Why does cheap cafe demerera sugar taste like cheap baked bean sauce?

You know the sort. If you take a few grains and rub them between your fingers, the brown colouring comes off. Anyway, all the brands I’ve ever come across have a sweet (don’t laugh. Normal sugar tastes of surprisingly little) chemical-y taste reminiscent of cheap, watery baked bean sauce. Why is this?

Here’s the answer from Boston.

Demerera sugar is made of medium to large sugar crystals, enveloped in molasses (of varying grades) and other byproducts of teh sugr refining process. Traditional baked beans were made from mollasses, as well.

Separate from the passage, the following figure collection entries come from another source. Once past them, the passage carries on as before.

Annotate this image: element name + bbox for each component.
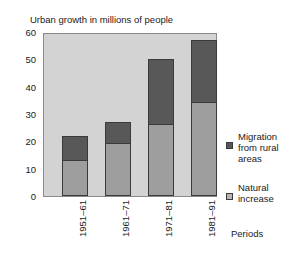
legend-swatch-natural-icon — [226, 193, 233, 200]
x-tick-label-1951-61: 1951–61 — [78, 200, 88, 237]
chart-figure: Urban growth in millions of people 60 50… — [0, 0, 298, 262]
legend-label-natural-line1: Natural — [238, 182, 298, 193]
bar-segment-natural-4[interactable] — [191, 102, 217, 196]
plot-area — [43, 33, 217, 197]
y-tick-label-60: 60 — [25, 28, 36, 38]
y-tick-label-50: 50 — [25, 55, 36, 65]
bar-group-1961-71[interactable] — [105, 122, 131, 196]
x-tick-label-1971-81: 1971–81 — [164, 200, 174, 237]
y-tick-label-40: 40 — [25, 83, 36, 93]
y-tick-label-30: 30 — [25, 110, 36, 120]
bar-segment-migration-2[interactable] — [105, 122, 131, 144]
bar-group-1981-91[interactable] — [191, 40, 217, 196]
legend-label-migration-line1: Migration — [238, 131, 298, 142]
legend-label-natural-line2: increase — [238, 193, 298, 204]
y-tick-label-0: 0 — [31, 192, 36, 202]
y-tick-label-10: 10 — [25, 165, 36, 175]
bar-segment-migration-4[interactable] — [191, 40, 217, 103]
y-axis: 60 50 40 30 20 10 0 — [0, 33, 43, 197]
legend-entry-migration[interactable]: Migration from rural areas — [226, 131, 298, 164]
bar-segment-migration-1[interactable] — [62, 136, 88, 161]
bar-segment-migration-3[interactable] — [148, 59, 174, 125]
bar-segment-natural-3[interactable] — [148, 124, 174, 196]
legend-swatch-migration-icon — [226, 142, 233, 149]
legend-label-natural: Natural increase — [238, 182, 298, 204]
x-tick-label-1981-91: 1981–91 — [207, 200, 217, 237]
y-tick-label-20: 20 — [25, 137, 36, 147]
legend-entry-natural[interactable]: Natural increase — [226, 182, 298, 204]
legend-label-migration-line2: from rural — [238, 142, 298, 153]
bar-segment-natural-2[interactable] — [105, 143, 131, 196]
x-tick-label-1961-71: 1961–71 — [121, 200, 131, 237]
x-axis-title: Periods — [231, 228, 263, 239]
chart-title: Urban growth in millions of people — [30, 14, 173, 25]
bar-group-1971-81[interactable] — [148, 59, 174, 196]
legend-label-migration: Migration from rural areas — [238, 131, 298, 164]
bars-layer — [44, 34, 216, 196]
x-axis-labels: 1951–61 1961–71 1971–81 1981–91 — [43, 198, 217, 256]
legend-label-migration-line3: areas — [238, 153, 298, 164]
bar-segment-natural-1[interactable] — [62, 160, 88, 197]
chart-legend: Migration from rural areas Natural incre… — [226, 131, 298, 213]
bar-group-1951-61[interactable] — [62, 136, 88, 196]
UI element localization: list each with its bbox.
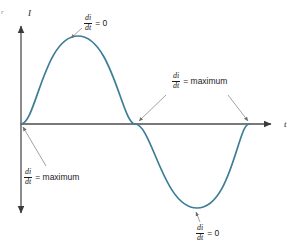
fraction-denominator: dt — [172, 82, 180, 91]
y-axis-label: I — [27, 8, 32, 18]
fraction-di-dt: di dt — [196, 224, 204, 243]
fraction-di-dt: di dt — [24, 168, 32, 187]
annotation-trough-derivative-zero: di dt = 0 — [196, 224, 219, 243]
annotation-crossings-derivative-maximum: di dt = maximum — [172, 72, 227, 91]
x-axis-label: t — [284, 119, 287, 129]
annotation-equals-text: = maximum — [35, 173, 79, 182]
fraction-denominator: dt — [196, 234, 204, 243]
fraction-denominator: dt — [84, 24, 92, 33]
annotation-equals-text: = 0 — [95, 19, 107, 28]
leader-line-end-crossing — [228, 95, 248, 121]
annotation-origin-derivative-maximum: di dt = maximum — [24, 168, 79, 187]
figure-canvas: I t — [0, 0, 300, 248]
fraction-di-dt: di dt — [84, 14, 92, 33]
leader-line-trough — [196, 212, 200, 222]
leader-line-origin — [23, 127, 46, 166]
annotation-equals-text: = maximum — [183, 77, 227, 86]
fraction-denominator: dt — [24, 178, 32, 187]
annotation-peak-derivative-zero: di dt = 0 — [84, 14, 107, 33]
fraction-di-dt: di dt — [172, 72, 180, 91]
sine-derivative-figure: r I t — [0, 0, 300, 248]
leader-line-mid-crossing — [139, 95, 166, 121]
annotation-equals-text: = 0 — [207, 229, 219, 238]
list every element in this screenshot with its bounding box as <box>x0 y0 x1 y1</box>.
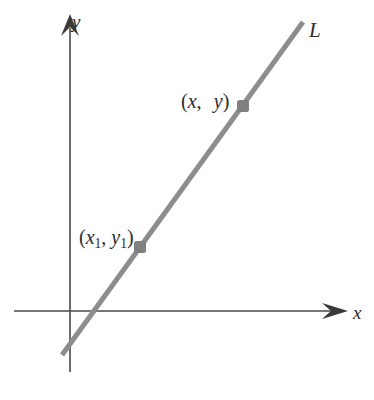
point-marker-x1y1 <box>134 241 146 253</box>
point-marker-xy <box>237 100 249 112</box>
paren-open: ( <box>181 90 188 112</box>
paren-open: ( <box>79 226 86 248</box>
var-x: x <box>188 90 197 112</box>
y-axis-label: y <box>72 12 80 31</box>
line-L <box>62 22 303 355</box>
comma-separator: , <box>101 226 111 248</box>
line-diagram-figure: y x L (x, y) (x1, y1) <box>0 0 374 400</box>
var-x: x <box>86 226 95 248</box>
line-label-L: L <box>309 20 321 41</box>
x-axis-label: x <box>353 303 361 322</box>
var-y: y <box>111 226 120 248</box>
paren-close: ) <box>127 226 134 248</box>
var-y: y <box>214 90 223 112</box>
comma-separator: , <box>197 90 214 112</box>
point-label-xy: (x, y) <box>181 91 229 111</box>
diagram-canvas <box>0 0 374 400</box>
point-label-x1y1: (x1, y1) <box>79 227 134 251</box>
paren-close: ) <box>223 90 230 112</box>
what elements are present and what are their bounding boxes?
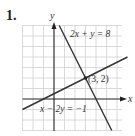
intersection-point [84,76,88,80]
x-axis-label: x [127,93,133,104]
y-axis-label: y [49,10,55,21]
graph: x y 2x + y = 8 x − 2y = −1 (3, 2) [0,0,135,136]
x-axis-arrow-icon [120,97,127,102]
line2-label: x − 2y = −1 [39,104,87,114]
point-label: (3, 2) [88,74,109,85]
line1-label: 2x + y = 8 [70,29,111,39]
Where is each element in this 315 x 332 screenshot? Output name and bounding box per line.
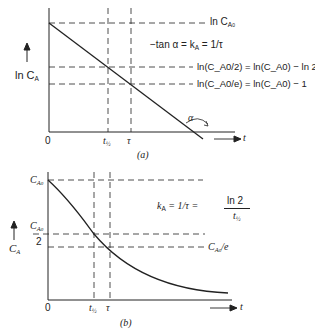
b-ca0-label: CA0 bbox=[30, 175, 43, 187]
a-angle-label: α bbox=[188, 113, 193, 123]
b-half-denominator: 2 bbox=[36, 237, 42, 247]
a-y-axis-label: ln CA bbox=[15, 70, 39, 83]
b-decay-curve bbox=[48, 180, 228, 293]
a-t-half-label: t½ bbox=[103, 136, 111, 148]
a-tau-label: τ bbox=[127, 136, 131, 146]
b-caption: (b) bbox=[120, 318, 132, 328]
b-ca0-over-e-label: CA0/e bbox=[208, 242, 228, 254]
b-rate-denominator: t½ bbox=[233, 211, 241, 223]
b-rate-label: kA = 1/τ = bbox=[157, 201, 198, 213]
b-origin-label: 0 bbox=[45, 303, 51, 313]
a-e-label: ln(C_A0/e) = ln(C_A0) − 1 bbox=[197, 79, 307, 89]
a-ln-ca0-label: ln CA0 bbox=[210, 17, 235, 29]
a-origin-label: 0 bbox=[45, 136, 51, 146]
b-rate-fraction-bar bbox=[224, 208, 250, 209]
a-t-axis-label: t bbox=[243, 133, 246, 143]
b-rate-numerator: ln 2 bbox=[227, 196, 243, 206]
b-t-half-label: t½ bbox=[89, 303, 97, 315]
b-half-numerator: CA0 bbox=[30, 221, 43, 233]
b-t-axis-label: t bbox=[240, 302, 243, 312]
b-y-axis-label: CA bbox=[9, 243, 20, 256]
b-tau-label: τ bbox=[106, 303, 110, 313]
a-slope-label: −tan α = kA = 1/τ bbox=[150, 40, 223, 52]
a-half-label: ln(C_A0/2) = ln(C_A0) − ln 2 bbox=[197, 62, 315, 72]
a-caption: (a) bbox=[137, 150, 149, 160]
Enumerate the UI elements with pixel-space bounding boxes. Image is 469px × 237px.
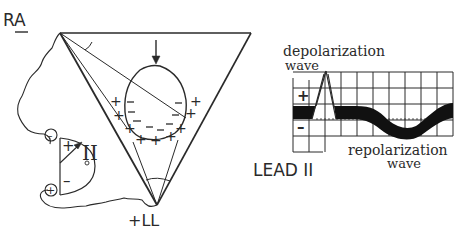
lead-ii-title: LEAD II [253, 160, 313, 180]
svg-text:+: + [135, 131, 147, 147]
ll-lead-wire [40, 190, 157, 208]
depolarization-label-line1: depolarization [283, 43, 385, 59]
svg-text:+: + [113, 107, 125, 123]
galvanometer-bottom-terminal: + [46, 184, 55, 197]
ecg-lead-ii-diagram: RA II + + + + + + + + + [0, 0, 469, 237]
qrs-spike [312, 71, 336, 119]
svg-text:+: + [175, 120, 187, 136]
galvanometer-minus-label: – [63, 172, 71, 190]
ra-label: RA [3, 10, 26, 30]
ecg-positive-label: + [297, 87, 310, 105]
ecg-trace-band-2 [334, 103, 453, 139]
depolarization-label-line2: wave [285, 58, 319, 73]
down-arrow-icon [152, 40, 160, 64]
ra-lead-wire [18, 33, 60, 144]
positive-charges: + + + + + + + + + [110, 93, 202, 148]
ecg-negative-label: – [297, 118, 305, 136]
galvanometer-top-terminal: – [47, 129, 53, 142]
repolarization-label-line2: wave [387, 156, 421, 171]
svg-text:+: + [190, 93, 202, 109]
ll-label: +LL [128, 211, 159, 230]
svg-text:+: + [150, 132, 162, 148]
galvanometer-plus-label: + [62, 137, 75, 155]
svg-text:+: + [124, 120, 136, 136]
lead-ii-axis-label: II [82, 141, 98, 165]
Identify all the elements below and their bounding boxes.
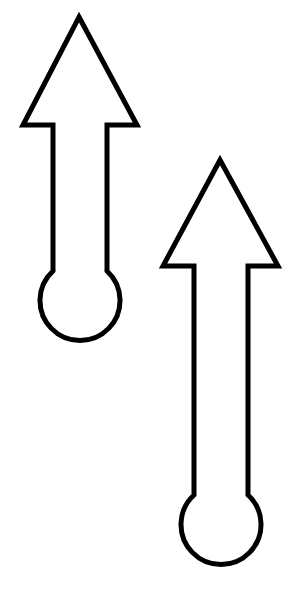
up-arrow-icon xyxy=(23,17,137,341)
up-arrow-icon xyxy=(163,160,278,565)
arrows-canvas xyxy=(0,0,306,593)
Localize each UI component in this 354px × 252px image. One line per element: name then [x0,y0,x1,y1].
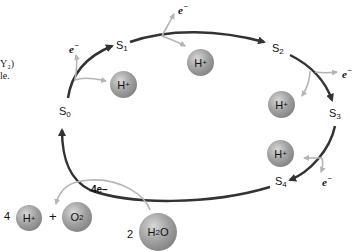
electron-label: e− [178,3,188,16]
cut-off-text: Y₂) le. [0,58,14,82]
four-electrons-label: 4e− [91,185,108,195]
water-coefficient: 2 [127,229,133,240]
arrow-s2-s3 [290,55,332,100]
oxygen-sphere: O2 [62,202,92,232]
plus-sign: + [49,210,57,223]
electron-label: e− [69,42,79,55]
cut-text-line: Y₂) [0,58,14,70]
proton-sphere: H+ [110,71,137,98]
state-s2: S2 [272,43,284,56]
state-s3: S3 [329,108,341,121]
arrow-s3-s4 [290,126,335,180]
state-s4: S4 [275,176,287,189]
electron-label: e− [342,67,352,80]
proton-coefficient: 4 [4,211,10,222]
arrow-s1-s2 [130,32,264,42]
state-s1: S1 [116,40,128,53]
proton-sphere: H+ [267,140,294,167]
proton-sphere: H+ [187,49,214,76]
proton-sphere: H+ [16,205,42,231]
electron-label: e− [322,175,332,188]
water-sphere: H2O [139,213,177,251]
state-s0: S0 [59,106,71,119]
proton-sphere: H+ [268,91,295,118]
cut-text-line: le. [0,70,14,82]
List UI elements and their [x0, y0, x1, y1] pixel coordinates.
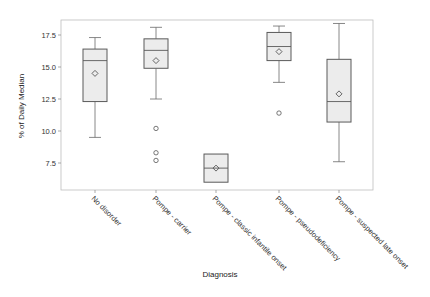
y-axis: 7.510.012.515.017.5 — [41, 31, 61, 168]
y-tick-label: 17.5 — [41, 31, 56, 40]
x-category-label: Pompe - carrier — [151, 194, 194, 237]
y-tick-label: 15.0 — [41, 63, 56, 72]
box-plot-chart: 7.510.012.515.017.5 No disorderPompe - c… — [0, 0, 430, 297]
y-tick-label: 10.0 — [41, 127, 56, 136]
x-axis: No disorderPompe - carrierPompe - classi… — [90, 190, 411, 273]
x-category-label: Pompe - pseudodeficiency — [274, 194, 343, 263]
x-category-label: No disorder — [90, 194, 124, 228]
iqr-box — [83, 49, 107, 101]
box-pompe-classic-infantile-onset — [204, 154, 228, 182]
y-tick-label: 12.5 — [41, 95, 56, 104]
x-axis-title: Diagnosis — [202, 270, 237, 279]
y-tick-label: 7.5 — [46, 159, 56, 168]
x-category-label: Pompe - classic infantile onset — [211, 194, 290, 273]
x-category-label: Pompe - suspected late onset — [334, 194, 411, 271]
y-axis-title: % of Daily Median — [17, 74, 26, 138]
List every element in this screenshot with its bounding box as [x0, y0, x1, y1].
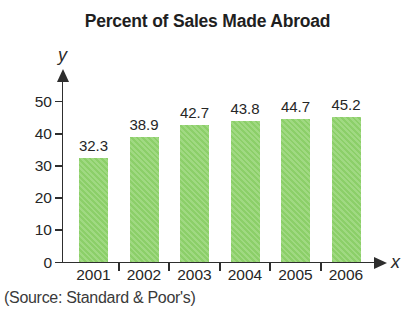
bar-chart-figure: Percent of Sales Made Abroad y x 0102030… — [0, 0, 415, 313]
bar-value-label: 43.8 — [220, 100, 270, 118]
x-tick-label: 2005 — [271, 266, 321, 284]
y-tick-label: 20 — [16, 189, 52, 207]
bar-value-label: 42.7 — [170, 104, 220, 122]
x-tick-label: 2003 — [170, 266, 220, 284]
x-tick-label: 2002 — [119, 266, 169, 284]
bar-value-label: 45.2 — [321, 96, 371, 114]
bar-value-label: 38.9 — [119, 116, 169, 134]
y-tick-label: 10 — [16, 221, 52, 239]
bar — [332, 117, 361, 263]
x-axis-label: x — [391, 252, 400, 273]
y-axis-label: y — [58, 45, 67, 66]
y-tick-label: 0 — [16, 254, 52, 272]
y-tick — [55, 101, 63, 103]
chart-title: Percent of Sales Made Abroad — [0, 11, 415, 32]
y-tick — [55, 165, 63, 167]
bar — [231, 121, 260, 262]
x-tick-label: 2006 — [321, 266, 371, 284]
x-tick-label: 2004 — [220, 266, 270, 284]
y-tick — [55, 262, 63, 264]
y-tick — [55, 133, 63, 135]
y-tick-label: 40 — [16, 125, 52, 143]
bar — [180, 125, 209, 262]
bar — [130, 137, 159, 262]
bar — [281, 119, 310, 263]
bar — [79, 158, 108, 262]
y-tick — [55, 197, 63, 199]
y-tick — [55, 229, 63, 231]
y-tick-label: 50 — [16, 93, 52, 111]
y-tick-label: 30 — [16, 157, 52, 175]
y-axis-line — [62, 78, 64, 263]
x-axis-arrow-icon — [374, 257, 387, 269]
bar-value-label: 32.3 — [69, 137, 119, 155]
source-note: (Source: Standard & Poor's) — [4, 289, 196, 307]
bar-value-label: 44.7 — [271, 98, 321, 116]
x-tick-label: 2001 — [69, 266, 119, 284]
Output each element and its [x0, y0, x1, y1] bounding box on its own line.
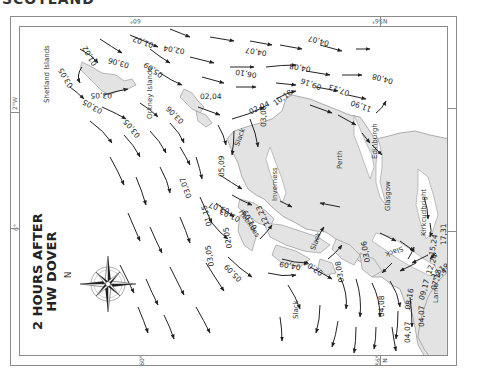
rate-label: 03,05 — [91, 92, 112, 100]
rate-label: 04,07 — [404, 322, 412, 343]
compass-rose-icon — [78, 254, 138, 314]
degree-label-bottom-n: N — [381, 358, 388, 363]
degree-label-top-n: N — [383, 18, 388, 25]
rate-label: 03,06 — [260, 106, 268, 127]
rate-label: 05,09 — [218, 156, 226, 177]
rate-label: 17,31 — [440, 224, 448, 245]
degree-label-bottom-60: 60° — [138, 355, 145, 366]
page-title: SCOTLAND — [2, 0, 95, 7]
rate-label: 02,04 — [200, 93, 221, 101]
rate-label: 04,08 — [378, 296, 386, 317]
place-glasgow: Glasgow — [385, 181, 392, 211]
chart-title: 2 HOURS AFTER HW DOVER — [31, 213, 59, 330]
rate-label: 04,07 — [418, 306, 426, 327]
place-inverness: Inverness — [272, 167, 279, 201]
place-shetland: Shetland Islands — [44, 45, 51, 103]
place-perth: Perth — [337, 151, 344, 169]
place-edinburgh: Edinburgh — [372, 123, 379, 159]
degree-label-left-2w: 2°W — [11, 97, 18, 110]
degree-label-top-56: 56° — [372, 18, 383, 25]
slack-label-3: Slack — [293, 300, 300, 319]
mainland-landmass — [227, 95, 448, 356]
north-label: N — [63, 272, 73, 279]
place-kirkcudbright: Kirkcudbright — [421, 189, 428, 236]
chart-title-line2: HW DOVER — [45, 213, 59, 330]
degree-label-top-60: 60° — [130, 18, 141, 25]
chart-title-line1: 2 HOURS AFTER — [31, 213, 45, 330]
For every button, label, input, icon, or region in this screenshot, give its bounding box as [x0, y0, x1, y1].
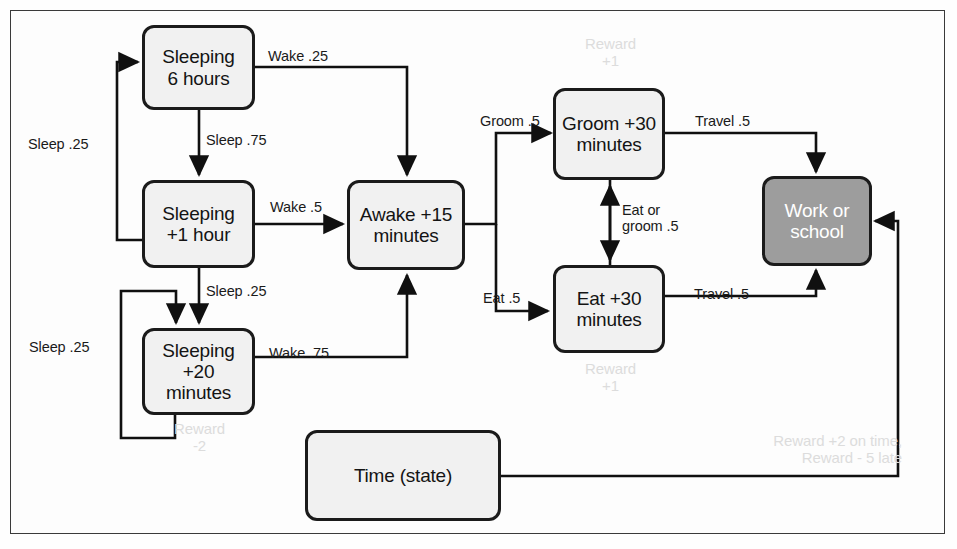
edge-label-travel-5-eat: Travel .5 [694, 286, 749, 302]
edge-label-eat-5: Eat .5 [483, 290, 520, 306]
node-groom-plus-30-minutes[interactable]: Groom +30 minutes [553, 88, 665, 180]
edge-label-sleep-75: Sleep .75 [206, 132, 266, 148]
edge-label-sleep-25-up: Sleep .25 [28, 136, 88, 152]
edge-label-wake-5: Wake .5 [270, 199, 322, 215]
edge-label-eat-or-groom-5: Eat or groom .5 [622, 202, 678, 234]
node-eat-plus-30-minutes[interactable]: Eat +30 minutes [553, 265, 665, 353]
node-sleeping-plus-20-minutes[interactable]: Sleeping +20 minutes [142, 328, 255, 415]
node-sleeping-6-hours[interactable]: Sleeping 6 hours [142, 25, 255, 110]
edge-label-groom-5: Groom .5 [480, 113, 540, 129]
node-time-state[interactable]: Time (state) [305, 430, 501, 521]
reward-label-work: Reward +2 on time, Reward - 5 late [742, 432, 902, 467]
node-sleeping-plus-1-hour[interactable]: Sleeping +1 hour [142, 180, 255, 268]
edge-label-wake-75: Wake .75 [269, 345, 329, 361]
edge-label-sleep-25-down: Sleep .25 [206, 283, 266, 299]
node-work-or-school[interactable]: Work or school [762, 176, 872, 266]
reward-label-groom: Reward +1 [563, 35, 658, 70]
edge-label-sleep-25-self: Sleep .25 [29, 339, 89, 355]
edge-label-travel-5-groom: Travel .5 [695, 113, 750, 129]
edge-label-wake-25: Wake .25 [268, 48, 328, 64]
node-awake-plus-15-minutes[interactable]: Awake +15 minutes [347, 180, 465, 270]
diagram-page: Sleeping 6 hours Sleeping +1 hour Sleepi… [0, 0, 957, 549]
reward-label-sleep20: Reward -2 [152, 420, 247, 455]
reward-label-eat: Reward +1 [563, 360, 658, 395]
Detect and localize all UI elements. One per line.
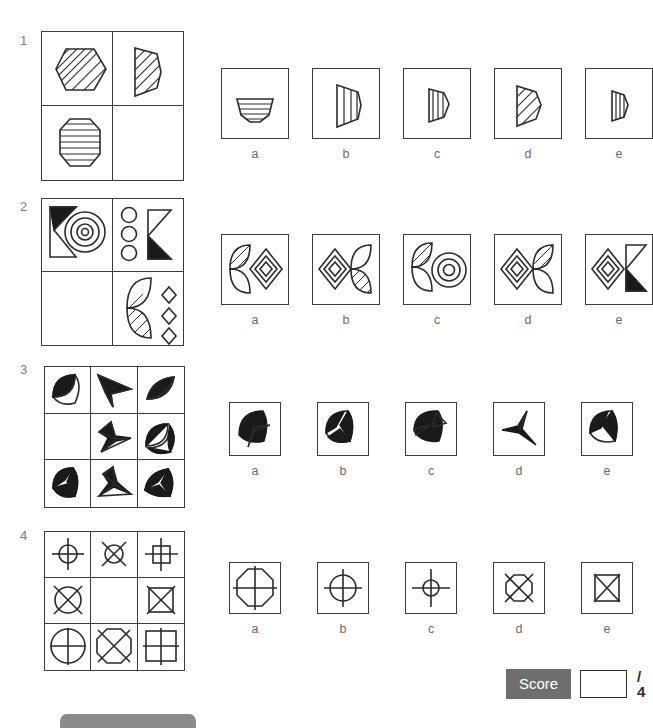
option-e[interactable]: e — [585, 234, 653, 327]
option-c-figure[interactable] — [403, 68, 471, 139]
option-e[interactable]: e — [585, 68, 653, 161]
question-1-matrix — [41, 31, 184, 181]
option-e-label: e — [604, 465, 611, 478]
question-4-matrix — [44, 531, 185, 671]
question-2-options: a b — [221, 234, 653, 327]
option-e-figure[interactable] — [581, 402, 633, 456]
option-a[interactable]: a — [221, 234, 289, 327]
option-b-label: b — [340, 465, 347, 478]
option-a-label: a — [252, 623, 259, 636]
option-b-figure[interactable] — [317, 402, 369, 456]
option-c-label: c — [428, 623, 434, 636]
question-3-options: a b c — [229, 402, 633, 478]
matrix-cell — [138, 624, 184, 670]
option-a[interactable]: a — [229, 562, 281, 636]
matrix-cell — [113, 272, 184, 345]
option-d[interactable]: d — [493, 562, 545, 636]
option-d-label: d — [525, 148, 532, 161]
question-number-2: 2 — [20, 200, 27, 213]
footer-tab-bar — [60, 714, 196, 728]
score-input[interactable] — [580, 670, 627, 698]
matrix-cell — [45, 578, 91, 624]
option-d[interactable]: d — [494, 68, 562, 161]
option-e-figure[interactable] — [585, 68, 653, 139]
question-1-options: a b — [221, 68, 653, 161]
option-b-label: b — [343, 314, 350, 327]
option-e[interactable]: e — [581, 402, 633, 478]
option-c[interactable]: c — [403, 234, 471, 327]
option-d-figure[interactable] — [493, 402, 545, 456]
matrix-cell — [91, 460, 137, 507]
question-4-options: a b c — [229, 562, 633, 636]
score-bar: Score / 4 — [506, 669, 652, 699]
option-c-figure[interactable] — [403, 234, 471, 305]
option-d-figure[interactable] — [494, 68, 562, 139]
option-a-label: a — [252, 148, 259, 161]
option-b[interactable]: b — [317, 402, 369, 478]
matrix-cell — [138, 578, 184, 624]
option-b-figure[interactable] — [312, 234, 380, 305]
option-e-figure[interactable] — [581, 562, 633, 614]
matrix-cell — [45, 624, 91, 670]
matrix-cell — [113, 199, 184, 272]
option-b-figure[interactable] — [317, 562, 369, 614]
question-number-1: 1 — [20, 34, 27, 47]
matrix-cell — [91, 624, 137, 670]
matrix-cell — [138, 367, 184, 414]
option-e-figure[interactable] — [585, 234, 653, 305]
option-e[interactable]: e — [581, 562, 633, 636]
option-d-label: d — [516, 465, 523, 478]
option-e-label: e — [604, 623, 611, 636]
option-b[interactable]: b — [312, 68, 380, 161]
option-d-figure[interactable] — [493, 562, 545, 614]
question-number-3: 3 — [20, 363, 27, 376]
option-c-figure[interactable] — [405, 562, 457, 614]
option-a-label: a — [252, 465, 259, 478]
option-a[interactable]: a — [221, 68, 289, 161]
matrix-cell — [138, 460, 184, 507]
question-number-4: 4 — [20, 529, 27, 542]
option-a-figure[interactable] — [229, 562, 281, 614]
option-e-label: e — [616, 314, 623, 327]
option-d-figure[interactable] — [494, 234, 562, 305]
matrix-cell-empty — [91, 578, 137, 624]
question-3-matrix — [44, 366, 185, 508]
matrix-cell — [91, 532, 137, 578]
matrix-cell — [45, 460, 91, 507]
option-b-label: b — [343, 148, 350, 161]
matrix-cell — [42, 106, 113, 180]
option-c[interactable]: c — [405, 402, 457, 478]
matrix-cell — [45, 367, 91, 414]
option-d[interactable]: d — [494, 234, 562, 327]
question-2-matrix — [41, 198, 184, 346]
matrix-cell-empty — [113, 106, 184, 180]
option-b[interactable]: b — [312, 234, 380, 327]
matrix-cell — [91, 367, 137, 414]
option-c[interactable]: c — [405, 562, 457, 636]
option-a[interactable]: a — [229, 402, 281, 478]
score-label: Score — [506, 669, 571, 699]
matrix-cell — [91, 414, 137, 461]
matrix-cell — [42, 199, 113, 272]
option-a-figure[interactable] — [221, 234, 289, 305]
matrix-cell-empty — [42, 272, 113, 345]
option-a-figure[interactable] — [229, 402, 281, 456]
option-c-label: c — [428, 465, 434, 478]
option-c-figure[interactable] — [405, 402, 457, 456]
matrix-cell — [138, 414, 184, 461]
matrix-cell — [42, 32, 113, 106]
option-b[interactable]: b — [317, 562, 369, 636]
matrix-cell-empty — [45, 414, 91, 461]
option-d[interactable]: d — [493, 402, 545, 478]
option-a-label: a — [252, 314, 259, 327]
option-c-label: c — [434, 314, 440, 327]
option-c[interactable]: c — [403, 68, 471, 161]
matrix-cell — [45, 532, 91, 578]
matrix-cell — [138, 532, 184, 578]
option-b-label: b — [340, 623, 347, 636]
option-b-figure[interactable] — [312, 68, 380, 139]
option-d-label: d — [525, 314, 532, 327]
option-a-figure[interactable] — [221, 68, 289, 139]
score-total: / 4 — [637, 669, 652, 699]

The amount and quality of molasses in cheap demerera sugar and cheap watery baked bean sauce is fairly low, but both attempt to imitate their more full-bodied counterparts of bygone days.

In essence, the thin coating on cheap demerera sugar is cheap baked bean sauce (before it’s added to the beans), and the coating is thin enough to rub off because a watery molasses solution won’t cling as well, and would dissolve the underlying crystal, if applied in large amounts (and you know the cheap guys aren’t going to bother with repeated cycles.of coating and drying)

Oddly, even though I was raised in the South, I am one of the few people I know who has never really seen the point in “Boston baked beans”. They’re okay, but why bother? What’s the appeal?